Um, no. The Constitution does not give you a right not to be offended. Deal with it.And ideas/beliefs don't have any right. It is perfectly fine to make fun of something one considers to be foolish and/or wrong.

Anonymous
Sat Mar 6 2010 00:14
And so I say to you, author, we as atheists will do anything the constitution and the bill of rights legally grants us to do to find a way to diminish the power and influence the Christian delusion has on our own freedoms. Do understand though that we are doing this because we believe, after careful and continuous revision of various studies and statistics, that a United States where reason and evidence were used to explain the world around us without resorting to supernatural explanations born from centuries old fairy tales and comic books, would be a far better America for us all to live in. We would be smarter, safer, wealthier, healthier, and stand a chance of once again holding the moral high-ground we so dearly lost during the Crusades launched by President Cheney and George Bush.
Anonymous
Fri Mar 5 2010 23:58
"While you believe that bringing an end to religion is an impossible goal, it is important to realize that much of the developed world has nearly accomplished it. Norway, Iceland, Australia, Canada, Sweden, Switzerland, Belgium, Japan, the Netherlands, Denmark, and the United Kingdom are among the least religious societies on earth. According to the United Nations' Human Development Report (2005) they are also the healthiest, as indicated by life expectancy, adult literacy, per capita income, educational attainment, gender equality, homicide rate, and infant mortality. The United States is unique among wealthy democracies in its level of religious adherence; it is also uniquely beleaguered by high rates of homicide, abortion, teen pregnancy, sexually transmitted disease, and infant mortality.
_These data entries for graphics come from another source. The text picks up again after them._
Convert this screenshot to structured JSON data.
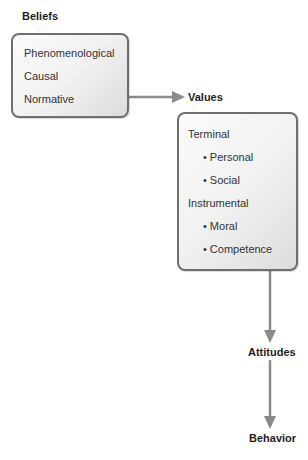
{
  "diagram": {
    "nodes": {
      "beliefs": {
        "label": "Beliefs",
        "items": [
          "Phenomenological",
          "Causal",
          "Normative"
        ]
      },
      "values": {
        "label": "Values",
        "groups": [
          {
            "label": "Terminal",
            "items": [
              "Personal",
              "Social"
            ]
          },
          {
            "label": "Instrumental",
            "items": [
              "Moral",
              "Competence"
            ]
          }
        ]
      },
      "attitudes": {
        "label": "Attitudes"
      },
      "behavior": {
        "label": "Behavior"
      }
    },
    "edges": [
      {
        "from": "beliefs",
        "to": "values"
      },
      {
        "from": "values",
        "to": "attitudes"
      },
      {
        "from": "attitudes",
        "to": "behavior"
      }
    ],
    "bullet_glyph": "•",
    "colors": {
      "box_border": "#6f6f6f",
      "arrow": "#8a8a8a",
      "text": "#2a2a2a"
    }
  }
}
Southern and Midwestern states, characterized by the highest levels of religious literalism, are especially plagued by the above indicators of societal dysfunction, while the comparatively secular states of the Northeast conform to European norms. Countries with high levels of atheism are also the most charitable both in terms of the percentage of their wealth they devote to social welfare programs and the percentage they give to aid in the developing world."
Anonymous
Fri Mar 5 2010 23:50
"Do members of atheist organizations in the United States commit more than their fair share of violent crimes? Do the members of the National Academy of Sciences, 93 percent of whom do not accept the idea of God, lie and cheat and steal with abandon? We can be reasonably confident that these groups are at least as well behaved as the general population. And yet, atheists are the most reviled minority in the United States. I know of no country in human history that ever suffered because its people became too desirous of evidence in support of their core beliefs."
Anonymous
Fri Mar 5 2010 23:40
"Imagine if we lived in a society where people spent tens of billions of dollars of their personal income each year propitiating the gods of Mount Olympus, where the government spent billions more tax dollars to support institutions devoted to these gods, where untold billions more in tax subsidies were given to pagan temples, where elected officials did their best to impede medical research out of deference to The Iliad and The Odyssey, and where every debate about public policy was subverted to the whims of ancient authors who wrote well, but didn't really know enough about the nature of reality to keep their excrement out of their food. This would be a horrific misappropriation of our material, moral, and intellectual resources. And yet that is exactly the world we are living in. This is the woefully irrational world that you and your fellow Christians are working tirelessly to create. Unfortunately, expressing such criticism places the nonbeliever at the margins of society. By merely being in touch with reality, he/she appears shamefully out of touch with the fantasy life of their neighbors."
-Sam Harris
Anonymous
Fri Mar 5 2010 15:44
I'm just wondering where this notion of " respect the other side's view" was misplaced when people of faith try to impose their very specific religious beliefs on everyone else ( blue laws, abortion, same sex marriage).